As many as 200 San Francisco city employees ask for COVID vaccine mandate exemption

Though the City and County of San Francisco has a vaccination mandate for employees, upwards of 200 employees are asking to be exempted from a number of anti-COVID mandates including frequent testing and mask wearing. 

The overwhelming majority of San Francisco's 35,000 employees are vaccinated, but just under 200, some with frequent direct public contact, say they want to be exempted.

For the last six weeks or so, a steady stream of near 192, identical, eight-page letters, from city/county employees has come in to San Francisco. 

With few exceptions, the policy is, once the vaccines get full federal approval, employees must comply or lose their job. But the letters list 41 pre-conditions before they will comply, asks that their "God given and Constitutionally secured rights" not be taken away as related to vaccination, testing and mask mandates. 

"Nonsense," said  Dr. John Schwartzberg, who is a UC Berkeley physician, public health lecturer, vaccine and infectious disease expert who added, "This list is just really taken out of the anti-vaxxers handbook. It's filled with nonsense. It's filled with really distorted thinking."

Of the 192 letters received so far, 105 are from fire department employees, 36 from the Public Utilities Commission, 18 from the police department, six from the sheriff's department and six from the SF Municipal Transportation Agency, and a smattering from other departments. 

Many of these employees are often in direct contact with the people they serve. "The public should be assured that the people who are there to help them are not also going to hurt them," said Dr. Schwartzberg.

The City's authority to fire the unvaccinated derives from a 1905 U.S. Supreme Court case, which remains law to this day as well as various federal laws and state public health laws. 

If they lose their current jobs, getting another could be an issue. 

"I imagine if my name were on something like that, it would be hard for me to be hired by any reputable medical facility or university," said Schwartzberg

In a statement, the City wrote. "There are both local and state health orders in place and the City will comply with them. Employees are able to claim a medical or religious exemption where appropriate."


_Task directions_
What lines in the material hold the string "Image"? Return every one of them.
◇ ◇ ◇ ◇
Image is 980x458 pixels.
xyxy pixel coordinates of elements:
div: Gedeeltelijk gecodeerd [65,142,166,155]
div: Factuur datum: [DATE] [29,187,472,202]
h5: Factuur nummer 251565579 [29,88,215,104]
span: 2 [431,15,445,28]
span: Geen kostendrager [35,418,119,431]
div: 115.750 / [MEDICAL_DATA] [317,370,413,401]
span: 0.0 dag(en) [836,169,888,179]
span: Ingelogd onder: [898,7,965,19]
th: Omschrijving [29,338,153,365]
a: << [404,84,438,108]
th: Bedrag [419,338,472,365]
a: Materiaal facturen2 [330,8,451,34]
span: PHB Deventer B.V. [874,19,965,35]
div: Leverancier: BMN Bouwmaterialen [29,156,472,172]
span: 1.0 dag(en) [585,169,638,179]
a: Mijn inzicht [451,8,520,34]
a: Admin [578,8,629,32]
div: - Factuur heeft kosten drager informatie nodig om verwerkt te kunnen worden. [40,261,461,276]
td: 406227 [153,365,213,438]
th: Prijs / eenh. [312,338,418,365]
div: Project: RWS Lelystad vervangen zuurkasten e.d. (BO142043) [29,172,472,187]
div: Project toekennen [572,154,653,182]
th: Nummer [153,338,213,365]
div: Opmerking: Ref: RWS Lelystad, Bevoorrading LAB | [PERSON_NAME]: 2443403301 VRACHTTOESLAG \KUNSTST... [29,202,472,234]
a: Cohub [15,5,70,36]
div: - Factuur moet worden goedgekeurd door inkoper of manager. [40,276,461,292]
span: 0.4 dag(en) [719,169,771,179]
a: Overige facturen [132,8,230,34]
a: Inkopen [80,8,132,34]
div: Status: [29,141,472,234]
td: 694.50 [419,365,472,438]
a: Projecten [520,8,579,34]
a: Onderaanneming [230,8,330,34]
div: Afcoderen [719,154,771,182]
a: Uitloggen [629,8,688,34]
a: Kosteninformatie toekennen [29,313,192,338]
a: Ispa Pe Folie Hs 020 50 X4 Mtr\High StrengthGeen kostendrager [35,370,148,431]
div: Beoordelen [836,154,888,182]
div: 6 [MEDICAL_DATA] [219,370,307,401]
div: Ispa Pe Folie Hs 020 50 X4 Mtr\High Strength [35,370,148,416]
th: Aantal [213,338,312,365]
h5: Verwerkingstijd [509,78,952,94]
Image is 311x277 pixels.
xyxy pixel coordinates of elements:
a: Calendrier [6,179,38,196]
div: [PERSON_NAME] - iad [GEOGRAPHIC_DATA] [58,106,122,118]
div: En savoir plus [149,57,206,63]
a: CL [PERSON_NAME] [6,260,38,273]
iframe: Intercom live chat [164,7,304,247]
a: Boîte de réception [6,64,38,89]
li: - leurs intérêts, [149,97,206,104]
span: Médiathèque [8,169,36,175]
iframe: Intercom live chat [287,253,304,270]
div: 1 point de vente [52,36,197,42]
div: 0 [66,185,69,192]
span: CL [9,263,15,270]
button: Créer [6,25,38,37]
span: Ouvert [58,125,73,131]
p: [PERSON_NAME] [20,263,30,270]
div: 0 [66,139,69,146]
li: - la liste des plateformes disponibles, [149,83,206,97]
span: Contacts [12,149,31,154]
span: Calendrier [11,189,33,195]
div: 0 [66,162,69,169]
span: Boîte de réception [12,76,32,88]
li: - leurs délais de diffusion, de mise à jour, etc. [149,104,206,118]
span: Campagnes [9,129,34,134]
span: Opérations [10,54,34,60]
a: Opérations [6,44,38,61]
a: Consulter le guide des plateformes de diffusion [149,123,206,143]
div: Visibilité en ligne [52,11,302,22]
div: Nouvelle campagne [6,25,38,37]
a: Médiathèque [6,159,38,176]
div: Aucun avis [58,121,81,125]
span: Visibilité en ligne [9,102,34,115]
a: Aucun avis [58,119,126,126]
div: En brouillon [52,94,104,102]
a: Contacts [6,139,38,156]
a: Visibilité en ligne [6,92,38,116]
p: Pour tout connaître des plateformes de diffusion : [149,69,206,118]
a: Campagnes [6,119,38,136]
◇ ◇ ◇ ◇
_The answer_
Image is 980x458 pixels.
Image is 311x277 pixels.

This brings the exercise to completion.